I think you should use the clone keyword to get a independent instance of the object you want to store. It should works by following these steps:
Load the original entity ($object)
Clone the original entity to get a new temporary entity ($newObject)
Alter the $newObject to make it a new entry: $newObject->setId(null);
Bind $newObject to the form
Save (persist) $newObject as a revision
Add the revision to ($object) and persist it too
I hope that if the form is invalid you won't lose all the data sent by the user.
Just in case, I used this answer to find the differences between the original entity and the one modified by the form.

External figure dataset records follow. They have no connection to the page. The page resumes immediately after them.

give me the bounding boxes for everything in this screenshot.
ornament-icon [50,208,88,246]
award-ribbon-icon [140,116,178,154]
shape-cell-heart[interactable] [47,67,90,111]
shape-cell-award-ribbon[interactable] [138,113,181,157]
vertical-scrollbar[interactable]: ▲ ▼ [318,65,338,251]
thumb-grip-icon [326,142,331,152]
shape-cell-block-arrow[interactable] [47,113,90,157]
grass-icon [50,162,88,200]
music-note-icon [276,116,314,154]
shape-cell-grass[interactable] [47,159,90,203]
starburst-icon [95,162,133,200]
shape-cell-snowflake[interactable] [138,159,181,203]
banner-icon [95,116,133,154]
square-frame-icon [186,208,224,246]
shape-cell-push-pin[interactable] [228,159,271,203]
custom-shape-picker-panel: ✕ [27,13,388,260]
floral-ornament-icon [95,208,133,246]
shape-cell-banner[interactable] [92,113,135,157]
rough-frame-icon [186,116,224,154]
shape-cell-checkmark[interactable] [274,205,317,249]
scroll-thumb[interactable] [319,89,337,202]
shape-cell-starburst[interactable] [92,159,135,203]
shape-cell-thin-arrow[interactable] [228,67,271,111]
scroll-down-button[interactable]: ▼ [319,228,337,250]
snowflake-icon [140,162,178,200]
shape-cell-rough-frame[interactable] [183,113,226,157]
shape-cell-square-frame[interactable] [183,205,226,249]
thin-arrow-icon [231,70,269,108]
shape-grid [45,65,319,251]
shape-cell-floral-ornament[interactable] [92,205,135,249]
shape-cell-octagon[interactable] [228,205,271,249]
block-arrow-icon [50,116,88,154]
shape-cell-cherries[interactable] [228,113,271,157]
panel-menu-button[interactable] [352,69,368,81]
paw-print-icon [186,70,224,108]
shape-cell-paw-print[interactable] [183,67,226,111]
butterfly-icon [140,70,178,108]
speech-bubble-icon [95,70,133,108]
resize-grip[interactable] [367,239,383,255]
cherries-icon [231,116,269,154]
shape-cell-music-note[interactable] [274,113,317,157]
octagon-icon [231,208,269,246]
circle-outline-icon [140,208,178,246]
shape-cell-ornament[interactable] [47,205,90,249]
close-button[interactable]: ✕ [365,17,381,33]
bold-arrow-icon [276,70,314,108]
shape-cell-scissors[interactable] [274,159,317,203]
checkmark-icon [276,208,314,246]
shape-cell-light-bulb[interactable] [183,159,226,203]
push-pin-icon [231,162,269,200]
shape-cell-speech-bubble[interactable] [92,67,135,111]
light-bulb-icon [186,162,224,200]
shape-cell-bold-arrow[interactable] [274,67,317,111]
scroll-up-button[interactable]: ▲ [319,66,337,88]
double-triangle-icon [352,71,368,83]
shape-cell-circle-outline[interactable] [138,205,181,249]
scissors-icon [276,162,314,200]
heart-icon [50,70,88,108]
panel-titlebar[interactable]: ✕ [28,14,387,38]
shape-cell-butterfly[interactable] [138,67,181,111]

I'm not having any luck using merge(). I'm doing almost exactly what is documented:
/* #var $detachedDocument MyDocumentClass */
$detachedDocument = unserialize($serializedDocument);
$document = $dm->merge($detachedDocument);
$document->setLastUpdated(new \MongoDate());
$dm->persist($document);
but the change never sticks. I have to do this instead:
$dm->createQueryBuilder('MyDocumentClass')
->findAndUpdate()
->field('lastUpdated')->set(new \MongoDate())
->getQuery()
->execute();
merge() seems pretty straightforward, so I'm confused why it doesn't work like I think it should.

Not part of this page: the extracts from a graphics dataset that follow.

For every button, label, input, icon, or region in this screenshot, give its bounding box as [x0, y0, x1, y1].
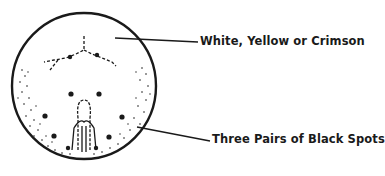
- label-spots: Three Pairs of Black Spots: [212, 132, 385, 146]
- leader-line-spots: [137, 127, 210, 141]
- leader-line-color: [115, 38, 198, 42]
- label-color: White, Yellow or Crimson: [200, 34, 365, 48]
- specimen-outline: [12, 13, 156, 159]
- central-organ: [72, 100, 96, 152]
- suture-marks: [44, 36, 116, 70]
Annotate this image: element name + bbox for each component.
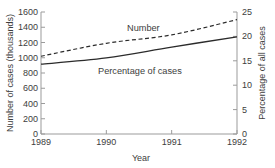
series-label-number: Number [127,23,160,33]
x-axis-title: Year [132,153,150,163]
right-axis-tick-label: 5 [242,105,247,115]
x-axis-tick-label: 1990 [96,137,116,147]
left-axis-tick-label: 600 [23,83,38,93]
left-axis-tick-label: 1600 [18,7,38,17]
line-chart-figure: 0200400600800100012001400160005101520251… [0,0,275,168]
left-axis-tick-label: 200 [23,114,38,124]
x-axis-tick-label: 1991 [162,137,182,147]
x-axis-tick-label: 1989 [31,137,51,147]
left-axis-tick-label: 800 [23,68,38,78]
left-axis-title: Number of cases (thousands) [5,3,15,143]
series-label-percentage: Percentage of cases [98,66,182,76]
right-axis-tick-label: 20 [242,31,252,41]
right-axis-title: Percentage of all cases [257,3,267,143]
left-axis-tick-label: 400 [23,99,38,109]
left-axis-tick-label: 1400 [18,22,38,32]
right-axis-tick-label: 15 [242,56,252,66]
right-axis-tick-label: 10 [242,80,252,90]
left-axis-tick-label: 1000 [18,53,38,63]
left-axis-tick-label: 1200 [18,38,38,48]
x-axis-tick-label: 1992 [227,137,247,147]
right-axis-tick-label: 25 [242,7,252,17]
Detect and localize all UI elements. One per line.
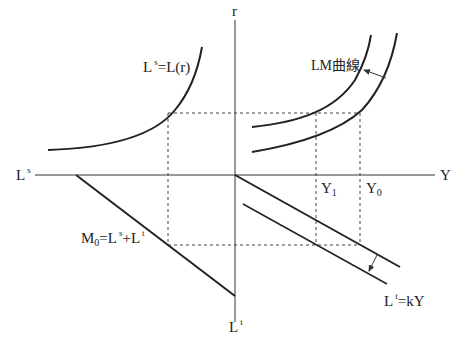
axis-label-lt: Lt — [229, 318, 243, 335]
dashed-guides — [168, 113, 360, 245]
axis-label-r: r — [232, 4, 237, 19]
axis-label-y: Y — [440, 168, 451, 183]
transaction-shift-arrow — [369, 255, 377, 271]
lm-shift-arrow — [364, 70, 386, 78]
label-money-supply: M0=Ls+Lt — [81, 229, 145, 248]
transaction-demand-line-shifted — [243, 204, 387, 284]
lm-curve-diagram: r Ls Y Lt Ls=L(r) LM曲線 M0=Ls+Lt Lt=kY Y1… — [0, 0, 466, 349]
tick-label-y0: Y0 — [366, 181, 382, 198]
label-transaction-demand: Lt=kY — [384, 292, 424, 309]
lm-curve-inner — [252, 35, 371, 127]
label-lm-curve: LM曲線 — [311, 59, 360, 73]
tick-label-y1: Y1 — [321, 181, 337, 198]
lm-curve-outer — [252, 33, 397, 152]
axis-label-ls: Ls — [16, 166, 31, 183]
label-speculative-demand: Ls=L(r) — [143, 58, 190, 75]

In your first code example, merge() followed by persist() is redundant, and you omitted a flush(), which is the only operation that would actually write to the database (unless you execute a query manually, as you did in the second example). If you walk through the code in UnitOfWork::doMerge(), you'll see that it's going to either persist the object (if it has no ID) or fetch the document by its ID. The end result is that merge() returns a managed document. Persist ensures that the document will be managed after it is called (it returns nothing itself). If you poke in UnitOfWork::doPersist(), you'll see that passing a managed object to the method is effectively a NOOP.
Try replacing persist() with flush(). Note that you can flush a single document if necessary, but $dm->flush() processes all managed objects by default.
If that still doesn't help, I'd confirm that the lastUpdated field is properly mapped in ODM. You can inspect the output of $dm->getClassMetadata('MyDocumentClass') to confirm. If it isn't a mapped field, UnitOfWork will detect no changes in the document and there will be nothing to flush.
As an aside: in the second code example, you're executing findAndUpdate() without any search criteria (only the set() is specified). Typically, you'd pair the modification with something like equals() (probably the ID in your case) to ensure that a single document is atomically modified and returned.